The semester now ended, I’m turning in the grades, having read probably the best, most interesting set of papers I have ever received. The joy this gives me is immeasurable and invaluable. So many of my students said this class was their bright light in a dark fall, kept them going, that they loved the readings, the openness, warmth, and energy of our virtual classroom. Well, it kept me going too. I wanted above everything to make them feel engaged for 75 minutes, twice a week, to find happiness in reading and talking about literature with one another. I wanted them to feel hope, that they were moving forward, not stuck, and if they did, I did too.

My pilates teacher tells me, “we teach what we need to learn.” I try to teach hope in the midst of challenges and sometimes a sense of doom.

I also wanted our time together to be fun, since there was some scarcity of that in the middle of a pandamic and “fun” can be such an undervalued concept. I remember many years ago when I started teaching my class was reading a Hemmingway story from In Our Time, where Nick breaks off a relationship with his girlfriend, saying only, “it isn’t fun anymore.” I thought (and told my students), how immature; just what you’d expect a young guy to say. Now? I’ve changed my mind. “Fun”—a sense of pleasure, joy, lightness—is important, something increasingly rare in our own time. One of the greatest compliments I received this semester from a student was: “Thanks professor for a fun class!”

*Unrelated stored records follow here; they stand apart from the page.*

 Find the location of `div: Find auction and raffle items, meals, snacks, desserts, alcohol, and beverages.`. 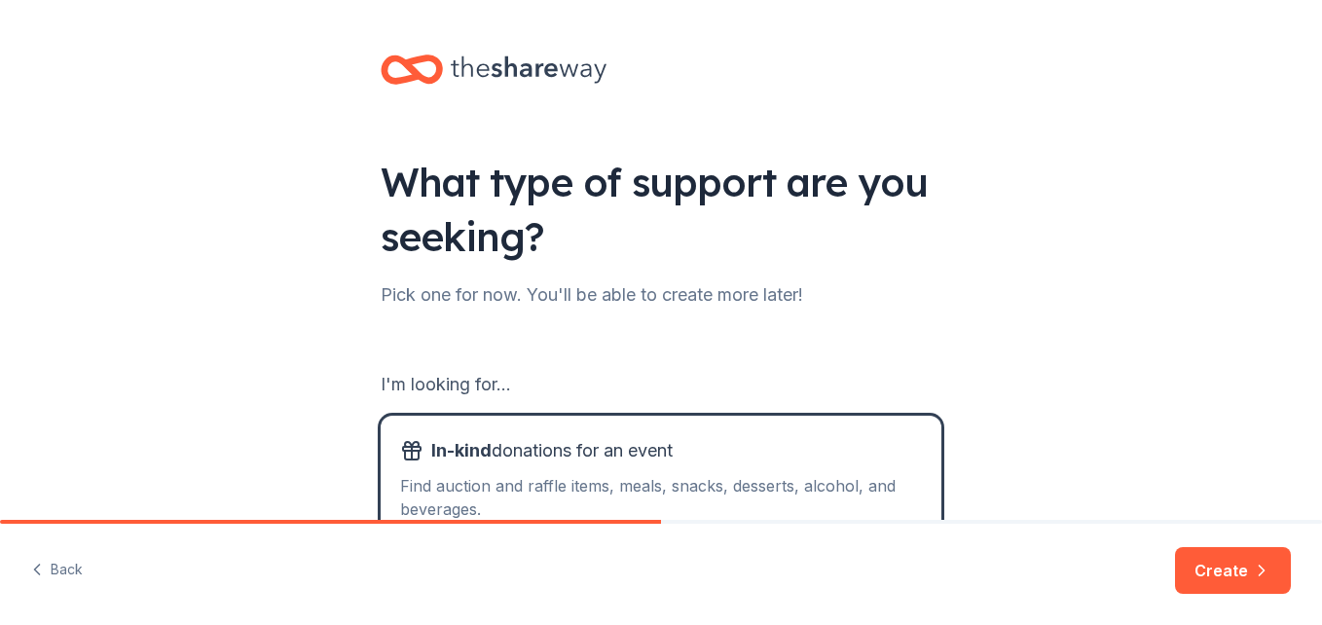

div: Find auction and raffle items, meals, snacks, desserts, alcohol, and beverages. is located at coordinates (661, 498).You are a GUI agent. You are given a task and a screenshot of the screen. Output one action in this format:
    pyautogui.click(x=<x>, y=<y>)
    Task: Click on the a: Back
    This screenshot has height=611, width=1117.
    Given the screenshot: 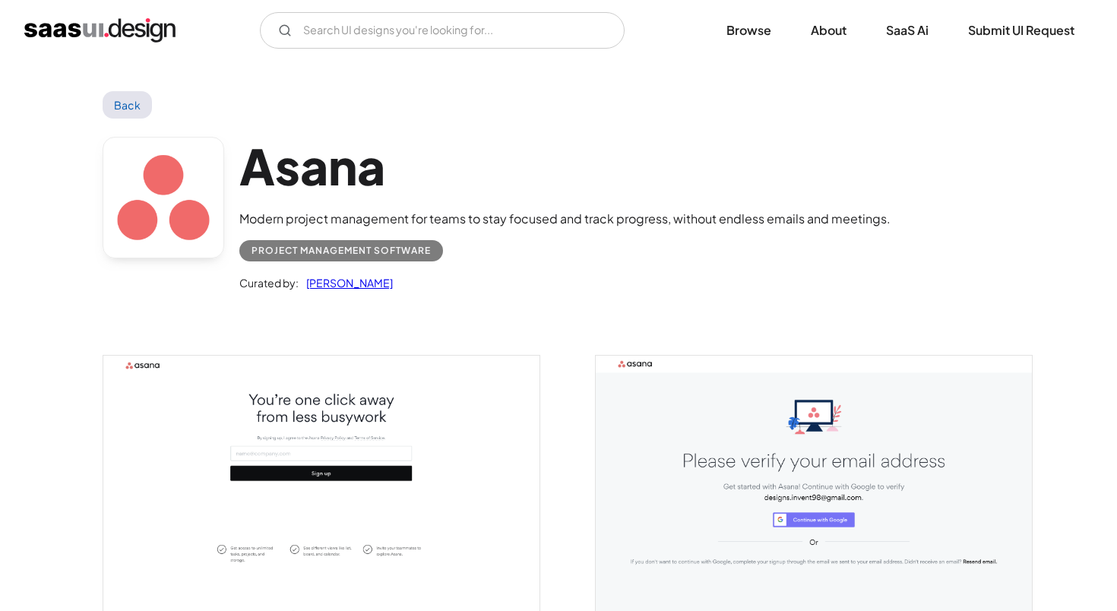 What is the action you would take?
    pyautogui.click(x=127, y=105)
    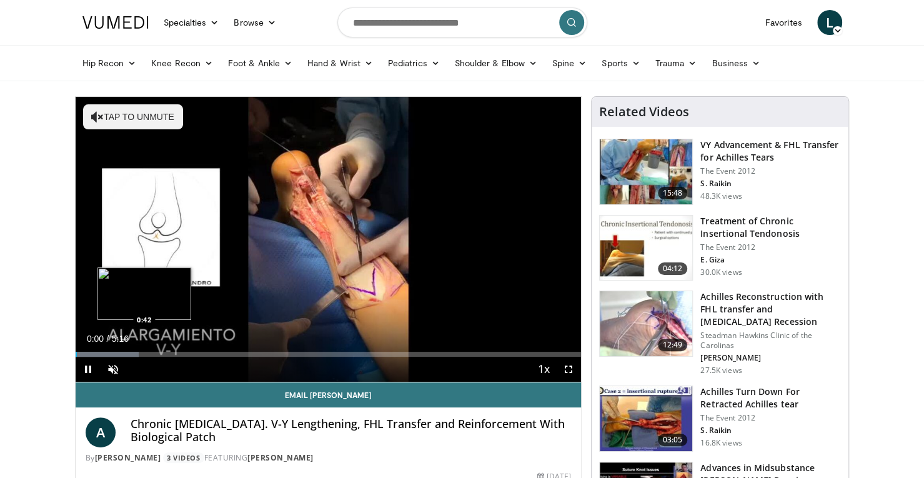 This screenshot has width=924, height=478. I want to click on span: 12:49, so click(673, 345).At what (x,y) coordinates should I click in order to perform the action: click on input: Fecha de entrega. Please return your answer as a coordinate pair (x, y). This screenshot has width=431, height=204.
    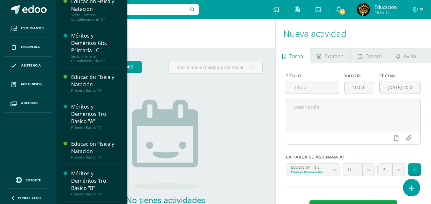
    Looking at the image, I should click on (400, 87).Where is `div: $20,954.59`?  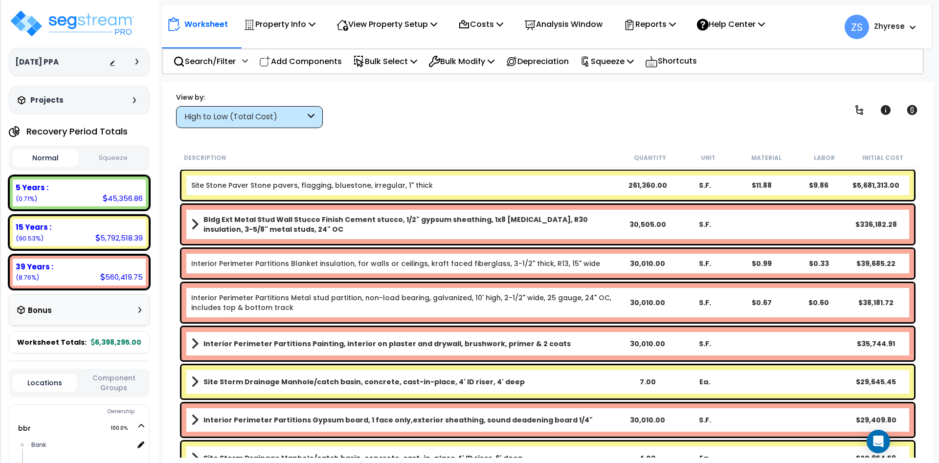 div: $20,954.59 is located at coordinates (875, 458).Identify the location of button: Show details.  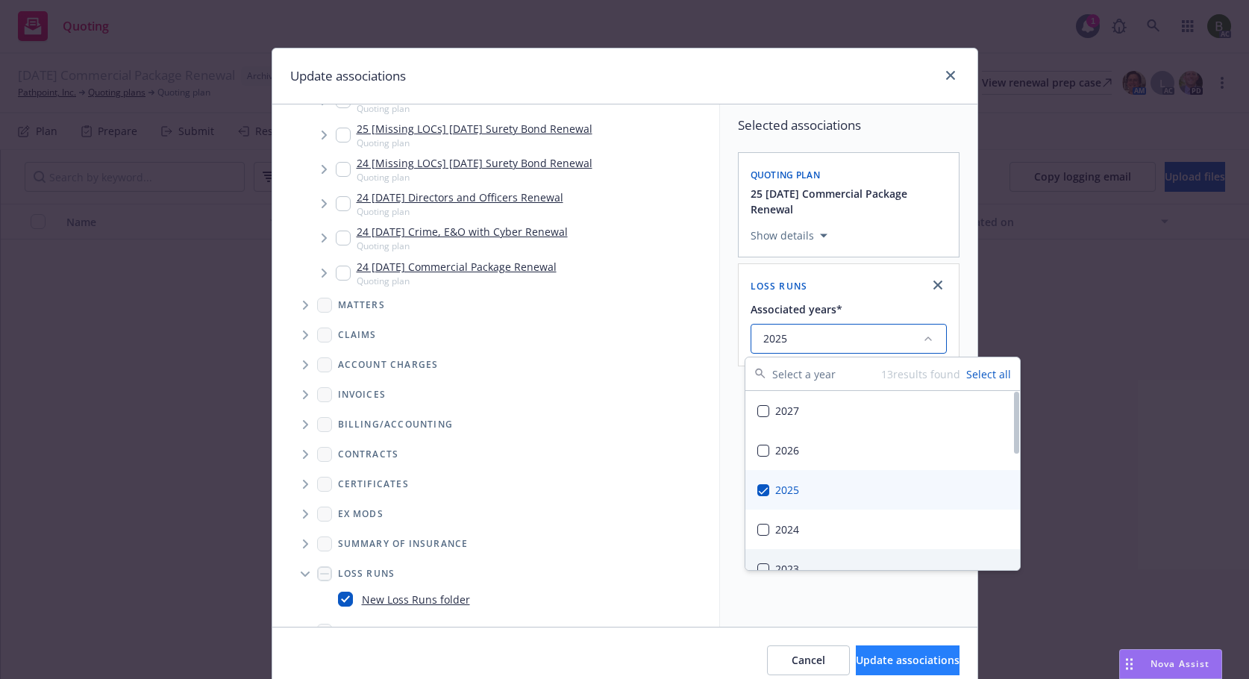
(789, 236).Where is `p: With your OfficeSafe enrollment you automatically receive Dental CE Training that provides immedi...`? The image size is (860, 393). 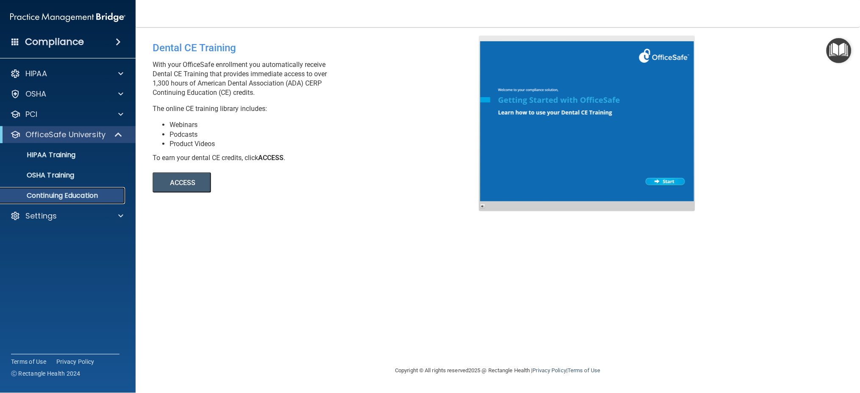
p: With your OfficeSafe enrollment you automatically receive Dental CE Training that provides immedi... is located at coordinates (319, 79).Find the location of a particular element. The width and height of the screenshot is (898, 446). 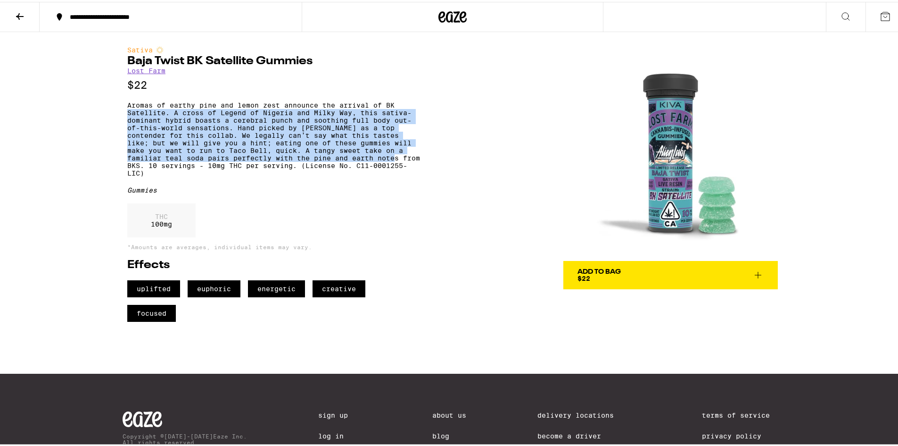

a: Delivery Locations is located at coordinates (584, 413).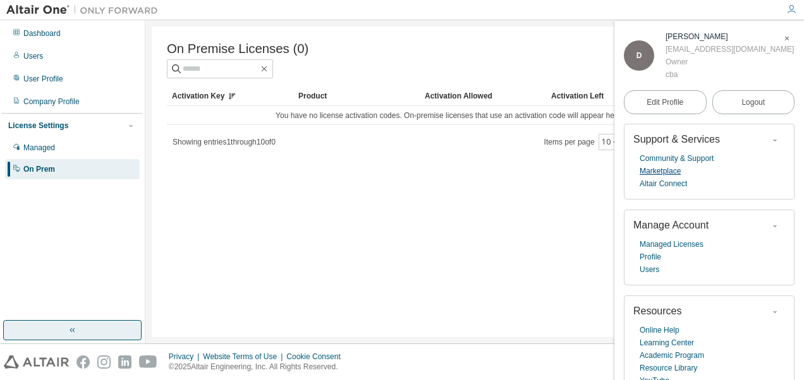  What do you see at coordinates (258, 367) in the screenshot?
I see `p: © 2025 Altair Engineering, Inc. All Rights Reserved.` at bounding box center [258, 367].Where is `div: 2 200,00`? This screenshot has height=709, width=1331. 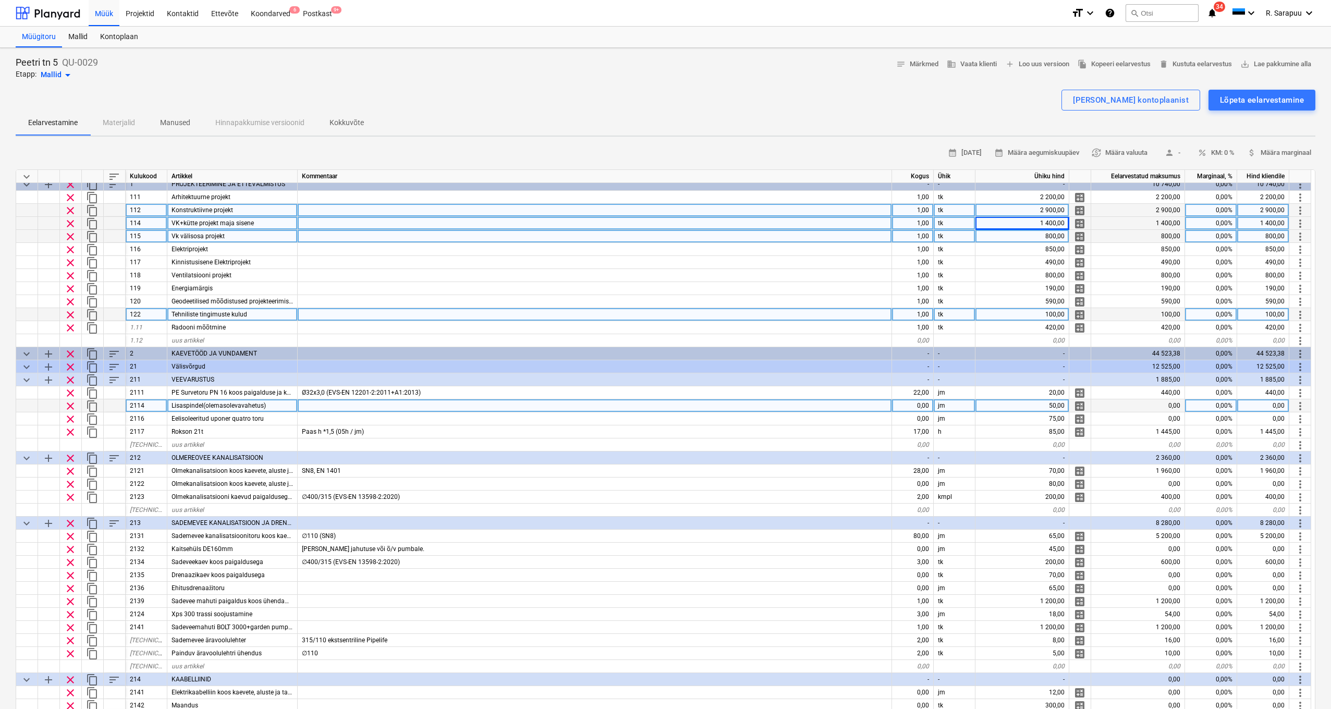
div: 2 200,00 is located at coordinates (1263, 197).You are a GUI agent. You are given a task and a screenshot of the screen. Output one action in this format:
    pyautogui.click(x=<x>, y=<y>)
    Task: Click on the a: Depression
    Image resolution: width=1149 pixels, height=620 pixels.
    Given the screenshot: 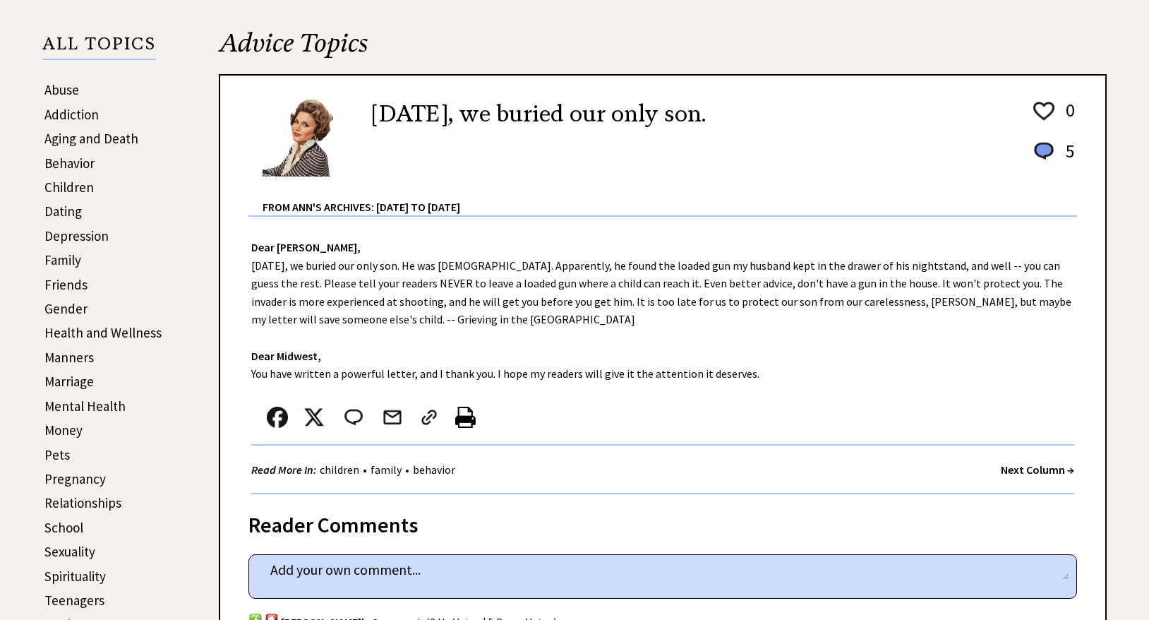 What is the action you would take?
    pyautogui.click(x=76, y=236)
     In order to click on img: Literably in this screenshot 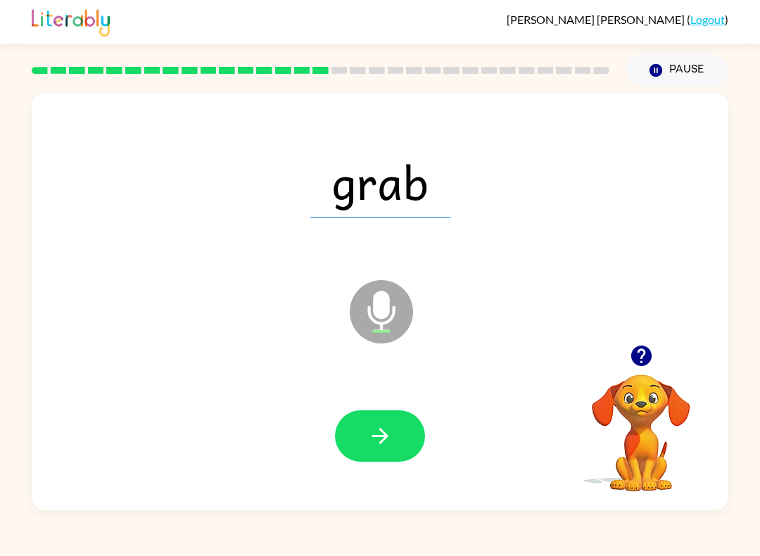, I will do `click(70, 21)`.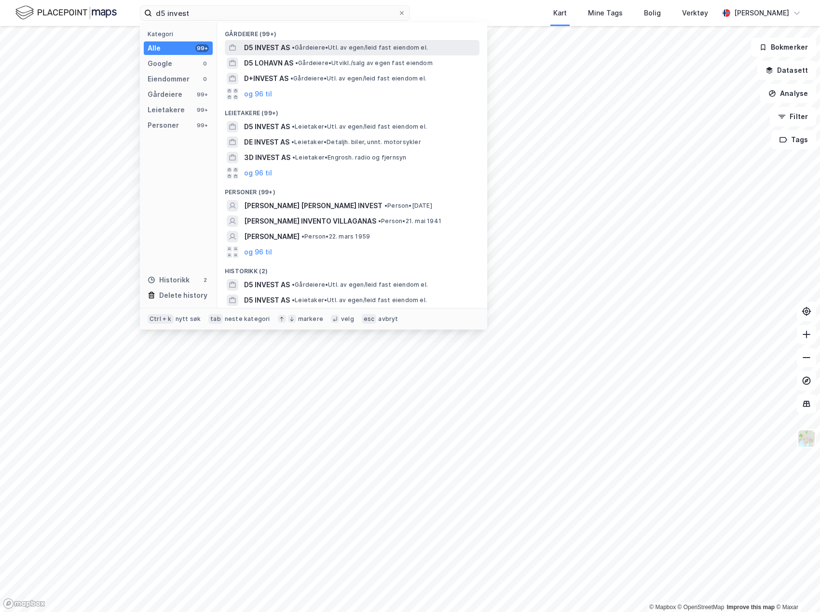  What do you see at coordinates (786, 70) in the screenshot?
I see `button: Datasett` at bounding box center [786, 70].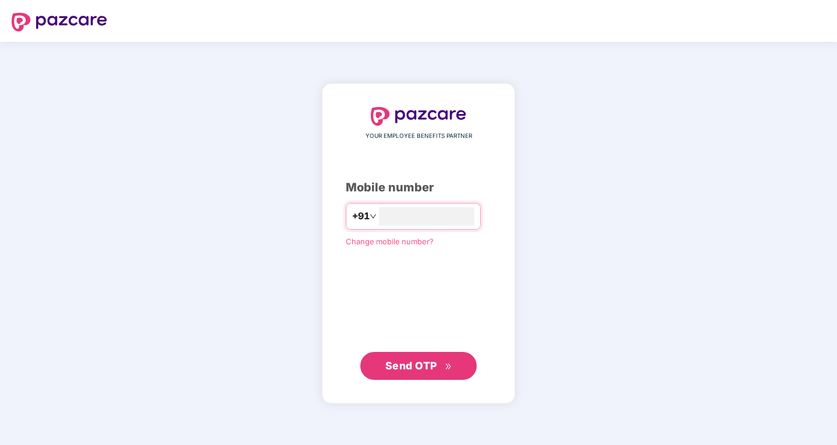  Describe the element at coordinates (389, 241) in the screenshot. I see `span: Change mobile number?` at that location.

And part of what makes for fun is having a sense of humor, however dark. My husband Tony certainly had a dark sense of humor. This year had some darkly comic moments for me, all of them related to his death. First, in January 2020, Social Security declared me dead. They stopped my monthly payments, took away those I had received since Tony died and informed Citibank that my checking account needed to be closed! Took me four months to get SSA to recognize that I was alive. Then there have been struggles and delays over getting the monument made for Tony’s grave. We’d bought a double plot, but I couldn’t figure out which plot he was buried in and which was “mine” (did I really want to think about this???). Well, I suppose I could just wait until “my time” comes, but it mattered, because wouldn’t I want the inscription for Tony on the correct side of the tombstone, over him and not me? It took months for me to figure it out!  The monument was supposed to be completed in mid-December, but again a delay, because eight people in the factory came down with Covid. All are recovering, thank God.

Though I’m eager for the closure having a granite monument on his grave might bring, all this has been a lesson in patience. But sometimes I wonder: has Tony’s spirit, wherever it is, been finding the darkest comedy in some of this? Does his sense of humor live on, even in me? Humor, in just about any form, is one of the ways we survive. So, it’s only appropriate that on the footstone of his grave will be inscribed the famous Mark Twain quotation, “Humor is mankind’s greatest blessing.”

May we all enjoy many blessings in the New Year: Health and love, family and friends, laughter and peace.